Reputation: 6590
Having read Joel on Encoding like a good boy, I find myself perplexed by the workings of Foundation's JSONDecoder
, neither of whose init
or decode
methods take an encoding value. Looking through the docs, I see the instance variable dataDecodingStrategy, which perhaps this is where the encoding-guessing magic happens...?
Am I missing something here? Shouldn't JSONDecoder
need to know the encoding of the data it receives? I realize that the JSON standard requires this data to be UTF-8 encoded, but can JSONDecoder
be making that assumption? I'm confused.
Upvotes: 2
Views: 1184
Reputation: 539715
RFC 8259 (from 2017) requires that
JSON text exchanged between systems that are not part of a closed ecosystem MUST be encoded using UTF-8.
The older RFC 7159 (from 2013) and RFC 7158 (from 2013) only stated that
JSON text SHALL be encoded in UTF-8, UTF-16, or UTF-32. The default encoding is UTF-8, and JSON texts that are encoded in UTF-8 are interoperable in the sense that they will be read successfully by the maximum number of implementations; there are many implementations that cannot successfully read texts in other encodings (such as UTF-16 and UTF-32).
And RFC 4627 (from 2006, the oldest one that I could find):
JSON text SHALL be encoded in Unicode. The default encoding is UTF-8.
Since the first two characters of a JSON text will always be ASCII characters, it is possible to determine whether an octet stream is UTF-8, UTF-16 (BE or LE), or UTF-32 (BE or LE) by looking at the pattern of nulls in the first four octets.
JSONDecoder
(which uses JSONSerialization
under the hood) is able to decode UTF-8, UTF-16, and UTF-32, both little-endian and big-endian. Example:
let data = "[1, 2, 3]".data(using: .utf16LittleEndian)!
print(data as NSData) // <5b003100 2c002000 32002c00 20003300 5d00>
let a = try! JSONDecoder().decode([Int].self, from: data)
print(a) // [1, 2, 3]
Since a valid JSON text must start with "[", or "{", the encoding can unambiguously be determined from the first bytes of the data.
I did not find this documented though, and one probably should not rely on it. A future implementation of JSONDecoder
might support only the newer standard and require UTF-8.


#### WHAT YOU SHOULD DO
Records follow. Select each line holding "category".

Top of INFORMATION PROVIDED

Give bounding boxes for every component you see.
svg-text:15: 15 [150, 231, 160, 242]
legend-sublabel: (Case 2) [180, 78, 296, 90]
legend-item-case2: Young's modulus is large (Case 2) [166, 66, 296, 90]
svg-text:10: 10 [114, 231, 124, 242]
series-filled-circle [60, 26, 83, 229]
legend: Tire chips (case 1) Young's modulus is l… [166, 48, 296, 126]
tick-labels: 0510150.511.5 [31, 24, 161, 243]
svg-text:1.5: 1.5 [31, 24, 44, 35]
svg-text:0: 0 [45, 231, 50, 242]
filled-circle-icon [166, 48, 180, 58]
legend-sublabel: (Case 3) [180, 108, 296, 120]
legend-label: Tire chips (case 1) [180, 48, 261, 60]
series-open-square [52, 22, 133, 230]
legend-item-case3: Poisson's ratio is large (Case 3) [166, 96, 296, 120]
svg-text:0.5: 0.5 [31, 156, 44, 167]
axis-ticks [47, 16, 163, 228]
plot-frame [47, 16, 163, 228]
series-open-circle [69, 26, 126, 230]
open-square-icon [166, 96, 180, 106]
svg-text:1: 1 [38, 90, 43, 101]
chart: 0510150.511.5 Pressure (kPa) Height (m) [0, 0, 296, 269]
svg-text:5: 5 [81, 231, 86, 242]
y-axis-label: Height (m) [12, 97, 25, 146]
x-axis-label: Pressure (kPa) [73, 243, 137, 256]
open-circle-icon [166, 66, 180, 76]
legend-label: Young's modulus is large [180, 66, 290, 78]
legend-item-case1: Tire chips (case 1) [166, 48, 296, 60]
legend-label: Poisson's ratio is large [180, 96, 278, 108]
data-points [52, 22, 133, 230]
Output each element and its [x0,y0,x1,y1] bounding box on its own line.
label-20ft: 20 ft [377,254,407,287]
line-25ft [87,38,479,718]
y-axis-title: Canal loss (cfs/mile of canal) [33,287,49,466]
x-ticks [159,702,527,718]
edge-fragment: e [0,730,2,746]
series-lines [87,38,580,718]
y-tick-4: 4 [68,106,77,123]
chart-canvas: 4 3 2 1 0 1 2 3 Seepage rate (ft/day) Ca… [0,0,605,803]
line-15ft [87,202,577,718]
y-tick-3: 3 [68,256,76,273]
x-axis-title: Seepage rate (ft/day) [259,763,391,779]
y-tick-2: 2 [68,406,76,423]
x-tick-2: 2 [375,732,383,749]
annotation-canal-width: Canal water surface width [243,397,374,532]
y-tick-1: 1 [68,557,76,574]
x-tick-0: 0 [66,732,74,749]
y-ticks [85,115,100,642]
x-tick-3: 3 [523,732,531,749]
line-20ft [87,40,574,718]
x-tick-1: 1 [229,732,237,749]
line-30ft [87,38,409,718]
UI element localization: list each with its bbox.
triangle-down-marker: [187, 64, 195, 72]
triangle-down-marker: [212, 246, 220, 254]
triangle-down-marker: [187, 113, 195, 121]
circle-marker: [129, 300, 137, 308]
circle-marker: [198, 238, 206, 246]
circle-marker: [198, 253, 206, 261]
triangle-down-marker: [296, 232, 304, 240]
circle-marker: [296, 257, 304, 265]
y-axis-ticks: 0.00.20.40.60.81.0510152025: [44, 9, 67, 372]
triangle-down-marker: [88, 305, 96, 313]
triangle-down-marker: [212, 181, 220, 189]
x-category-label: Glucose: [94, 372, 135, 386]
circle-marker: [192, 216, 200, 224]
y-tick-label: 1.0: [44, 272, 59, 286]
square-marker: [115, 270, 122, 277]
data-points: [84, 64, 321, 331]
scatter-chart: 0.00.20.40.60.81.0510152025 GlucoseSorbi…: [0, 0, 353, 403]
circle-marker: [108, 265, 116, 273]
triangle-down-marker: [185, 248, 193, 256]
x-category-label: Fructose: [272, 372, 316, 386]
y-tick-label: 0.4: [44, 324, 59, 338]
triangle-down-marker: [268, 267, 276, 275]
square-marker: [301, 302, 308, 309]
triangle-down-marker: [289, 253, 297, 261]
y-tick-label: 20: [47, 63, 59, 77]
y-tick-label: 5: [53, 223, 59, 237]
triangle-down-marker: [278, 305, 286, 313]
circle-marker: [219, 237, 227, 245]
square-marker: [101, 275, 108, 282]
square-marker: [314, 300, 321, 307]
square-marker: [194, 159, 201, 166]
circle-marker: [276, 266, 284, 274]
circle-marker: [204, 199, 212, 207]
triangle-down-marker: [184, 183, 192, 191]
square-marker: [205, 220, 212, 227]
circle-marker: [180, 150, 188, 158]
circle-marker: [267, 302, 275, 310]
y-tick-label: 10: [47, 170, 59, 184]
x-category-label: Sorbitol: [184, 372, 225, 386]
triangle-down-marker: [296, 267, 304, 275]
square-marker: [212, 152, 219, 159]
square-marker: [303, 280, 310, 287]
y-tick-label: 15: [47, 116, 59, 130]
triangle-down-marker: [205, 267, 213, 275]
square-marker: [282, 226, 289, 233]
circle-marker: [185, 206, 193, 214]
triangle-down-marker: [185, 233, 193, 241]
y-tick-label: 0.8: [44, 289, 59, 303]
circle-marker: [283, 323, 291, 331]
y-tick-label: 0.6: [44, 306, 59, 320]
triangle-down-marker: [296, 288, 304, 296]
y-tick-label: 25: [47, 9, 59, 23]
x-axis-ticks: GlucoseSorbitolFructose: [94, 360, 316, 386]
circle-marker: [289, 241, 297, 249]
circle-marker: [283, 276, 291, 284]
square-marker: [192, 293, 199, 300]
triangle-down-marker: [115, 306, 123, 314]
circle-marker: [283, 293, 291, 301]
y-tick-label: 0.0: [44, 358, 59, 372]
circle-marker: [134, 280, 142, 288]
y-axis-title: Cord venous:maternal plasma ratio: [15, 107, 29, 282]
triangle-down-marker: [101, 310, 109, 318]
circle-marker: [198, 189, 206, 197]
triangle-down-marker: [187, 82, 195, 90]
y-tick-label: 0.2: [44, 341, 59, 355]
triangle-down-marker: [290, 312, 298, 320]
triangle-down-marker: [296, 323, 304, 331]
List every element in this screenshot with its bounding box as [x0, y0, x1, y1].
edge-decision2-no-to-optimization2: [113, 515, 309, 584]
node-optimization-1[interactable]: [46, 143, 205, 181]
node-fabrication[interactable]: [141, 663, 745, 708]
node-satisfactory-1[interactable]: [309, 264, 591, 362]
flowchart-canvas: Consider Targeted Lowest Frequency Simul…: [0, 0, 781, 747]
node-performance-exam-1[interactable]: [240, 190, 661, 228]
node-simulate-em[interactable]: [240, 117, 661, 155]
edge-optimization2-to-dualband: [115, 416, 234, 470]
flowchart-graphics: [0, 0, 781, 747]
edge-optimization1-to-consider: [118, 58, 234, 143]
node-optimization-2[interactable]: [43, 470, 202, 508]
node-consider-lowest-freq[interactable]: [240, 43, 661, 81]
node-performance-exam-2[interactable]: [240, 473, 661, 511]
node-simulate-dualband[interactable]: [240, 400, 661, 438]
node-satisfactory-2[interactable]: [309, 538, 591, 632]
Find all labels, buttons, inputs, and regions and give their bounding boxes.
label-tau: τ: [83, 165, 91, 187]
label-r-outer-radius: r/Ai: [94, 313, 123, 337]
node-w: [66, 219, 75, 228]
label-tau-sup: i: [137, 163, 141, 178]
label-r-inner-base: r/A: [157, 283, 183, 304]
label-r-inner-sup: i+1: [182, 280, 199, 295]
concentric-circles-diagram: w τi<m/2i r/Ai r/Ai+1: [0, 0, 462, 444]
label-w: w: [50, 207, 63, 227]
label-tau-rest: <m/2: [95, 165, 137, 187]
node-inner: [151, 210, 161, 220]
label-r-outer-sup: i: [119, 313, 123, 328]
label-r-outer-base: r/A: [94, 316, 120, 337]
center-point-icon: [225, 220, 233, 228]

Bottom of INFORMATION PROVIDED

#### SOLUTION BELOW
x-category-label: Glucose: [94, 372, 135, 386]
x-category-label: Fructose: [272, 372, 316, 386]
x-category-label: Sorbitol: [184, 372, 225, 386]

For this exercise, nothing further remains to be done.